NICHOLAS KAMM/AFP/Getty Images

One day after saying he could reinterpret the Fourteenth Amendment’s Citizenship Clause by executive order to eliminate birthright citizenship, the president doubled down on the issue on Twitter.

The tweet is a Russian nesting doll of falsehoods. Birthright citizenship does not cost the United States “billions of dollars,” nor is it “very unfair” to the citizens whose rights it protects. Whether it will be ended “one way or the other” is also debatable: A constitutional amendment has little hope of ratification, and the Supreme Court would likely reject an effort to re-interpret the clause more narrowly. After all, the clause effectively overturned Dred Scott v. Sandford, the worst decision in the court’s history.

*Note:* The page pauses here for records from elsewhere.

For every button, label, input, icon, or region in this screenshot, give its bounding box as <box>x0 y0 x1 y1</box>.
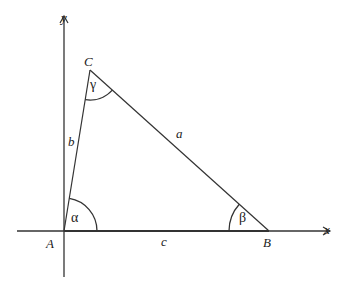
vertex-b-label: B <box>263 236 271 249</box>
angle-beta-label: β <box>239 211 246 225</box>
angle-beta-arc <box>229 204 239 231</box>
angle-gamma-label: γ <box>90 78 96 92</box>
y-axis-label: y <box>61 11 67 24</box>
side-c-label: c <box>161 235 167 248</box>
vertex-c-label: C <box>84 55 93 68</box>
side-b-label: b <box>68 135 75 148</box>
vertex-a-label: A <box>46 237 54 250</box>
side-a <box>90 70 269 231</box>
angle-alpha-label: α <box>71 211 78 225</box>
side-a-label: a <box>176 127 183 140</box>
x-axis-label: x <box>324 223 330 236</box>
triangle-diagram: y x C A B b a c α β γ <box>0 0 341 290</box>
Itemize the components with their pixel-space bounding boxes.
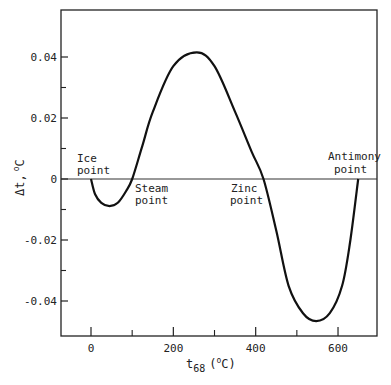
x-tick-label: 200 — [163, 342, 183, 355]
y-tick-label: 0 — [50, 173, 57, 186]
delta-t-curve — [91, 52, 358, 321]
y-tick-label: 0.04 — [31, 51, 58, 64]
antimony-point-label-line1: Antimony — [328, 150, 381, 163]
y-tick-label: -0.02 — [24, 234, 57, 247]
antimony-point-label-line2: point — [334, 163, 367, 176]
y-tick-label: 0.02 — [31, 112, 58, 125]
y-tick-label: -0.04 — [24, 295, 57, 308]
ice-point-label-line2: point — [77, 164, 110, 177]
x-tick-label: 400 — [246, 342, 266, 355]
chart-root: 0200400600 0.040.020-0.02-0.04 Ice point… — [0, 0, 391, 385]
zinc-point-label-line2: point — [230, 194, 263, 207]
steam-point-label-line2: point — [135, 194, 168, 207]
x-tick-label: 600 — [328, 342, 348, 355]
x-tick-label: 0 — [88, 342, 95, 355]
x-axis-title: t68(oC) — [186, 356, 236, 374]
x-axis-ticks: 0200400600 — [88, 327, 348, 355]
y-axis-title: Δt,oC — [12, 159, 27, 196]
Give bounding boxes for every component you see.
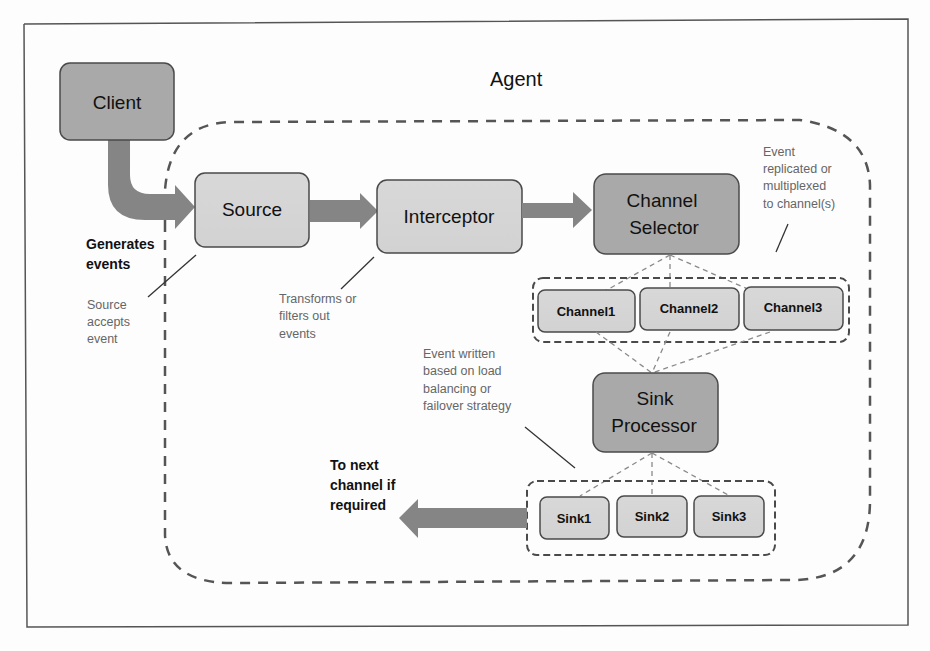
svg-text:events: events	[86, 256, 131, 272]
svg-text:multiplexed: multiplexed	[763, 179, 826, 193]
sink-2-label: Sink2	[635, 509, 670, 524]
to-next-channel-annotation: To next channel if required	[330, 457, 396, 513]
client-label: Client	[93, 92, 142, 113]
svg-text:based on load: based on load	[423, 364, 502, 378]
agent-label: Agent	[490, 68, 543, 90]
generates-events-annotation: Generates events	[86, 236, 155, 272]
sink-processor-label-line2: Processor	[611, 415, 697, 436]
transforms-annotation: Transforms or filters out events	[279, 292, 356, 341]
channel-2-label: Channel2	[660, 301, 719, 316]
client-node: Client	[60, 63, 174, 140]
channel-3-label: Channel3	[764, 300, 823, 315]
client-to-source-arrow	[108, 140, 195, 229]
source-node: Source	[195, 173, 309, 247]
channel-2-node: Channel2	[640, 288, 739, 330]
svg-text:events: events	[279, 327, 316, 341]
svg-text:Event written: Event written	[423, 347, 495, 361]
channel-selector-node: Channel Selector	[594, 174, 739, 254]
svg-text:Generates: Generates	[86, 236, 155, 252]
interceptor-node: Interceptor	[377, 180, 522, 253]
channel-selector-label-line2: Selector	[629, 217, 699, 238]
channel-3-node: Channel3	[744, 287, 843, 330]
sink-processor-label-line1: Sink	[637, 388, 674, 409]
svg-text:replicated or: replicated or	[763, 162, 832, 176]
channel-1-label: Channel1	[557, 304, 616, 319]
sink-3-node: Sink3	[694, 496, 764, 537]
channel-selector-label-line1: Channel	[627, 190, 698, 211]
svg-text:Source: Source	[87, 298, 127, 312]
svg-text:required: required	[330, 497, 386, 513]
svg-text:To next: To next	[330, 457, 379, 473]
replicated-annotation: Event replicated or multiplexed to chann…	[763, 145, 835, 211]
to-next-channel-arrow	[399, 499, 527, 538]
selector-channel-connectors	[605, 255, 750, 291]
svg-text:failover strategy: failover strategy	[423, 399, 512, 413]
svg-text:accepts: accepts	[87, 315, 130, 329]
source-to-interceptor-arrow	[310, 193, 378, 229]
svg-text:filters out: filters out	[279, 309, 330, 323]
channel-processor-connectors	[596, 332, 770, 373]
svg-text:Transforms or: Transforms or	[279, 292, 356, 306]
sink-2-node: Sink2	[617, 496, 687, 537]
svg-text:Event: Event	[763, 145, 795, 159]
channel-1-node: Channel1	[538, 290, 635, 332]
source-label: Source	[222, 199, 282, 220]
svg-text:channel if: channel if	[330, 477, 396, 493]
svg-text:to channel(s): to channel(s)	[763, 197, 835, 211]
sink-1-node: Sink1	[540, 497, 609, 539]
interceptor-label: Interceptor	[404, 206, 495, 227]
svg-text:event: event	[87, 332, 118, 346]
flume-agent-diagram: Agent Client Source Interceptor Channel …	[0, 0, 930, 651]
event-written-annotation: Event written based on load balancing or…	[423, 347, 512, 413]
sink-1-label: Sink1	[557, 511, 592, 526]
svg-text:balancing or: balancing or	[423, 382, 491, 396]
sink-processor-node: Sink Processor	[593, 373, 718, 452]
source-accepts-annotation: Source accepts event	[87, 298, 130, 346]
sink-3-label: Sink3	[712, 509, 747, 524]
interceptor-to-selector-arrow	[522, 192, 592, 228]
processor-sink-connectors	[580, 453, 730, 496]
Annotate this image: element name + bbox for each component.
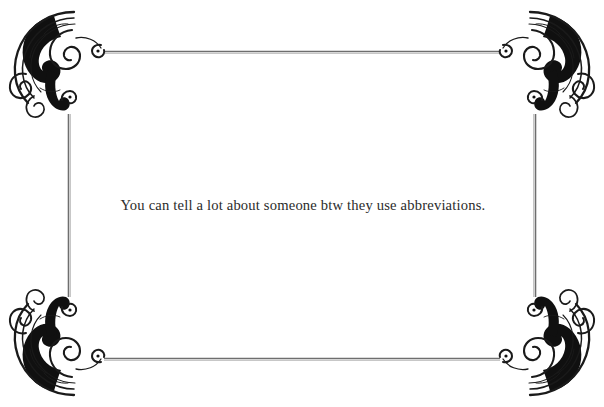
quote-card: You can tell a lot about someone btw the…: [0, 0, 604, 407]
quote-area: You can tell a lot about someone btw the…: [70, 52, 536, 359]
quote-text: You can tell a lot about someone btw the…: [121, 196, 486, 216]
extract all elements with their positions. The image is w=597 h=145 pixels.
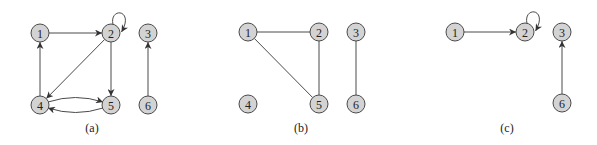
graph-figure: 123456(a) 123456(b) 1236(c) [0,0,597,145]
node-2: 2 [310,23,328,41]
node-label: 4 [245,98,251,112]
node-1: 1 [31,24,49,42]
graph-panel-a: 123456(a) [31,13,157,135]
node-6: 6 [139,96,157,114]
node-label: 6 [353,98,359,112]
edge-1-5 [254,38,312,97]
edges [464,12,562,94]
panel-caption: (c) [500,121,513,135]
graph-panel-b: 123456(b) [239,23,365,135]
node-2: 2 [516,23,534,41]
node-4: 4 [31,96,49,114]
graph-panel-c: 1236(c) [446,12,571,135]
node-6: 6 [553,94,571,112]
node-5: 5 [102,96,120,114]
node-label: 2 [108,27,114,41]
node-label: 4 [37,99,43,113]
panel-caption: (b) [294,121,308,135]
edge-2-4 [46,39,104,98]
node-1: 1 [239,23,257,41]
node-5: 5 [310,95,328,113]
node-6: 6 [347,95,365,113]
node-2: 2 [102,24,120,42]
node-label: 2 [522,26,528,40]
node-label: 2 [316,26,322,40]
node-label: 5 [316,98,322,112]
node-label: 3 [353,26,359,40]
node-label: 6 [145,99,151,113]
nodes: 1236 [446,23,571,112]
node-label: 3 [145,27,151,41]
edge-4-5 [48,98,103,103]
node-3: 3 [347,23,365,41]
panel-caption: (a) [85,121,98,135]
node-label: 6 [559,97,565,111]
node-1: 1 [446,23,464,41]
edge-5-4 [48,108,103,113]
node-4: 4 [239,95,257,113]
node-label: 3 [559,26,565,40]
node-label: 1 [37,27,43,41]
edges [40,13,148,113]
edges [254,32,356,98]
node-label: 1 [245,26,251,40]
node-3: 3 [553,23,571,41]
node-3: 3 [139,24,157,42]
nodes: 123456 [31,24,157,114]
node-label: 1 [452,26,458,40]
node-label: 5 [108,99,114,113]
nodes: 123456 [239,23,365,113]
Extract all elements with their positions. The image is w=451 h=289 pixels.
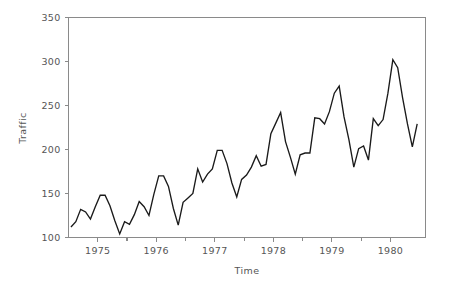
y-tick-label: 200	[41, 144, 60, 155]
chart-figure: Traffic Time 100150200250300350 19751976…	[0, 0, 451, 289]
y-tick-label: 300	[41, 56, 60, 67]
y-axis-ticks: 100150200250300350	[41, 12, 68, 243]
x-tick-label: 1977	[202, 245, 227, 256]
x-axis-label: Time	[234, 265, 260, 276]
x-axis-ticks: 197519761977197819791980	[85, 238, 403, 256]
x-tick-label: 1975	[85, 245, 110, 256]
traffic-series-line	[71, 60, 417, 234]
x-tick-label: 1980	[378, 245, 403, 256]
x-tick-label: 1978	[261, 245, 286, 256]
y-tick-label: 100	[41, 232, 60, 243]
y-axis-label: Traffic	[17, 112, 28, 145]
y-tick-label: 350	[41, 12, 60, 23]
x-tick-label: 1979	[319, 245, 344, 256]
x-tick-label: 1976	[144, 245, 169, 256]
y-tick-label: 250	[41, 100, 60, 111]
y-tick-label: 150	[41, 188, 60, 199]
traffic-time-series-chart: Traffic Time 100150200250300350 19751976…	[0, 0, 451, 289]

The real humdinger in Trump’s tweet, however, pertains to the phrase “subject to the jurisdiction.” The Fourteenth Amendment reads, “All persons born or naturalized in the United States and subject to the jurisdiction thereof, are citizens of the United States and of the State wherein they reside.” The president doesn’t explicitly name undocumented immigrants, but it seems he’s arguing that they are not “subject to the jurisdiction” of the U.S. As I noted in article this morning, most legal scholars argue otherwise. After all, the Justice Department regularly charges undocumented immigrants with crimes and deports them under the authority of the U.S.

Trump is free to personally disagree, of course. But if he thinks he’s right, he’d first have to grant the nation’s undocumented population something akin to diplomatic immunity—a move that he and his supporters may not be able to stomach.